In Ayurvedic medicine the digestive tract is the heart of the physical body. Everything is digested -- what we read, eat, smell, feel, see -- everything that our senses deal with. Food is fuel. Food from groceries, and also what we bring into all of our senses, including the sixth sense -- the mind. There is a lot here to digest (no pun intended). After three days of green smoothies and falling off the food wagon only to finish the evening off with a cup of miso soup, I had to get something substantial in my belly. In Ayurveda, as in Spain, France, Italy and so on, the noon meal is the most important event of the day. It should be big and there should be rest afterward.
So, today I got into the real meat (in a vegetarian sense of the word) of the Ayurvedic cleanse -- kitcherie. I'm not sure what the real definition of kitcherie is but I can describe it and you can go from there. Kitcherie involves boiling some variety of mung dal (bean), steaming some rice, sauteing some veggies in ghee (clarified butter) and making a chaunce of herbs (sauteing herbs in ghee to open the flavors -- it's like an herb sauce - fabulous!)
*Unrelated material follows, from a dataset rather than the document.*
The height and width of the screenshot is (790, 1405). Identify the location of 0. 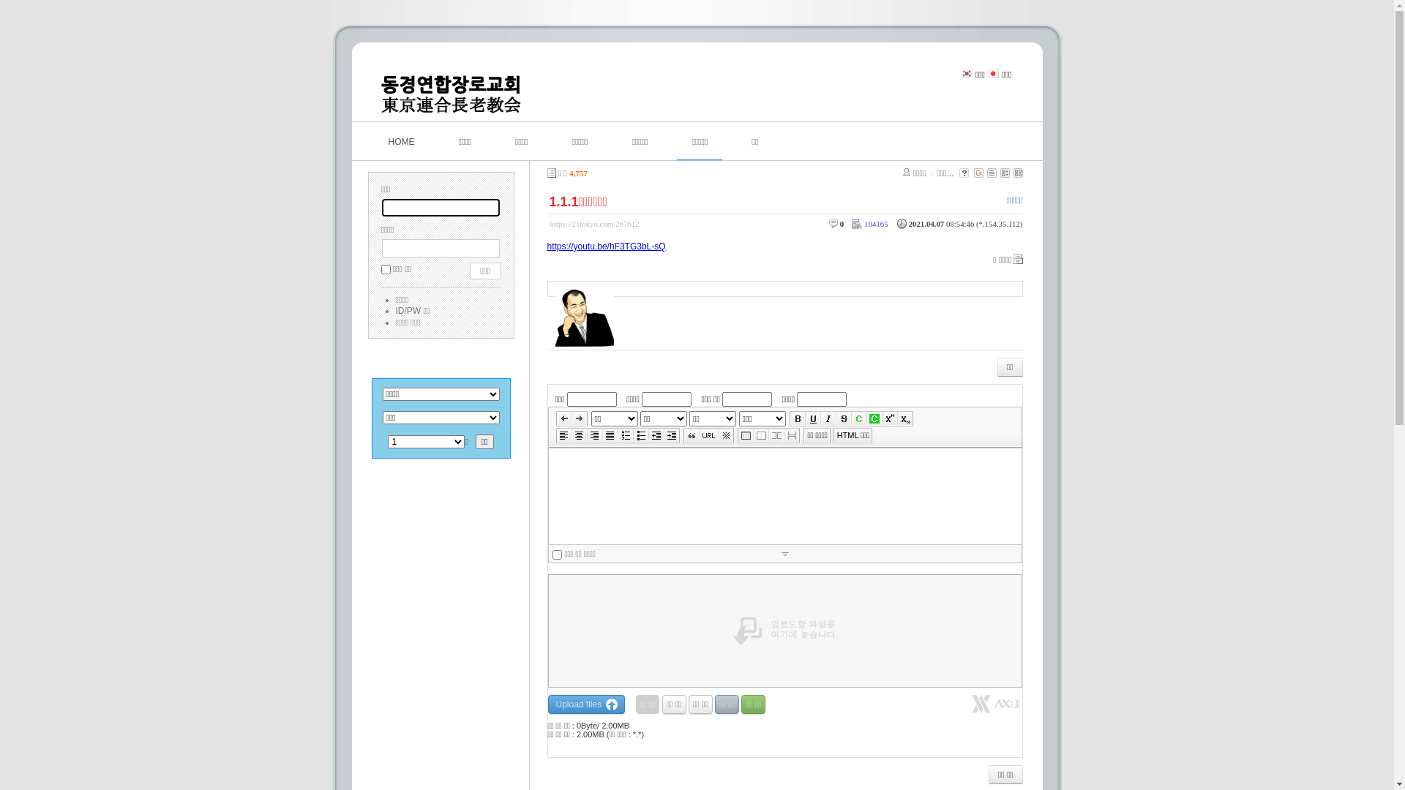
(841, 224).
I boiled some small little round green mung beans. I've never made them before, I usually use the red lintels (they are actually yellow). They have the best flavor to me. I also steamed some rice in the steamer and added a tablespoon of ghee and lots of shakes of tumeric. I love, love, love tumeric rice. When the beans were done in about an hour- fifteen I added the steamed rice and mixed them together like rice and beans.
I sauteed yellow squash, carrots, collard greens, and added some of the butternut squash I baked the night before. I did not cook them very long. While they were sauteing I made a chaunce of black mustard seeds, dried cilantro, and fresh ground corriander with a dash of Celtic sea salt. To make a chaunce let the ghee heat and then add the spices. Very quickly you will smell them, that is their flavors opening up. Then you can pour this into the veggies.
I served the veggies on a bed of the mung dal and tumeric rice. I may have added a little chicken broth to the veggies to help them steam. I'm not a vegetarian, I just eat like one. I topped it off with a squeeze of fresh lemon juice and a touch of the crunchy sea salt. Viola! Se magnifique!
Words cannot describe how good this food makes me feel. It is the ultimate comfort food, better than mashers and gravy -- even Granny Pearl's gravy.
Yum!! Especially on a cool autumn day. Makes we want to go look up Elaine Dodson's fabu recipes!